Russia Snips Ties with U.S. and European Space Projects

The international divorce between Russia and the West is getting more hostile each day.

Coca-Cola, Starbucks, and McDonalds officially removed themselves from the Russian market.

And while Russians may miss Happy Meals and lattes, US and European space projects may be taking a hit soon.

…[T]he Russians have terminated commercial Soyuz launch operations at the European Space Agency’s launch site in Kourou, French Guiana, and cut-off sales and support for Russian rocket engines used in U.S. rockets.”In a situation like this we can’t supply the United States with our world’s best rocket engines,” Reuters quoted Dmitri Rogozin, head of the Russian space agency Roscosmos, as saying. “Let them fly on something else, their broomsticks, I don’t know what.”SpaceX founder Elon Musk posted that quote on Twitter under the title “American Broomstick,” reminding Rogozin that SpaceX has the capability to launch equipment and astronauts to the station from U.S. soil aboard American rockets.

However, this dance goes both ways. OneWeb, a British satellite maker, canceled launches reliant on Russia.

OneWeb, a satellite internet company partly owned by the British government, has canceled an upcoming satellite launch using a Russian rocket and suspended all future launches that relied on Russia, the company announced on Thursday after a tense public standoff with Roscosmos, Russia’s space agency.Also on Thursday, Roscosmos announced it would stop selling rocket engines to American companies.The moves, both fallout from Moscow’s invasion of Ukraine, stand to further isolate the Russian space agency from its Western space partners, and limit Russia’s private space activities dramatically. OneWeb’s loss of a reliable rocket provider for launches also poses novel challenges for the company as it had aimed to complete its constellation of 648 satellites in orbit later this year.OneWeb was rescued from bankruptcy in 2020 by the British government and other investors. It was scheduled to launch 36 satellites aboard a Russian Soyuz rocket from Kazakhstan on Friday. The company has sent roughly 400 satellites to orbit since 2019, every time using Soyuz, a workhorse rocket that’s been active since the days of the Cold War space race.

In the near-term, the impacts will be minor. US-based United Launch Alliance’s (ULA) has already taken possession of a current order of rockets as well as using Blue Origin systems.

ULA, a private space transport company, is in the process of abandoning its line of Atlas rockets in favor of a new line of rockets, called Vulcan, that will use engines made by Jeff Bezos’ US-based rocket company Blue Origin. It’s not clear when that rocket will be ready to fly.

It is a good thing that President Donald Trump nurtured the public-private collaboration on space ventures, which gives our country options such as SpaceX. and Blue Origin.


What you are asked to do: Wherever the word "coffee" turns up in a line of the entries, copy that line.
*** Excerpted records Section Begins ***
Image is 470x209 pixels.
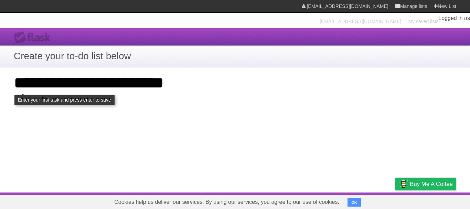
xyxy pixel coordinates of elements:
[304,194,318,207] a: About
[326,194,354,207] a: Developers
[412,194,456,207] a: Suggest a feature
[14,31,55,44] div: Flask
[363,194,378,207] a: Terms
[107,195,346,209] span: Cookies help us deliver our services. By using our services, you agree to our use of cookies.
[409,178,452,190] span: Buy me a coffee
[312,15,470,27] div: Logged in as
[408,15,438,27] a: My saved lists
[347,198,361,206] button: OK
[319,15,401,27] a: [EMAIL_ADDRESS][DOMAIN_NAME]
[14,49,456,63] h1: Create your to-do list below
[395,177,456,190] a: Buy me a coffee
[398,178,408,189] img: Buy me a coffee
[386,194,404,207] a: Privacy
*** Excerpted records Section Ends ***
Task answer:
[409,178,452,190] span: Buy me a coffee
[395,177,456,190] a: Buy me a coffee
[398,178,408,189] img: Buy me a coffee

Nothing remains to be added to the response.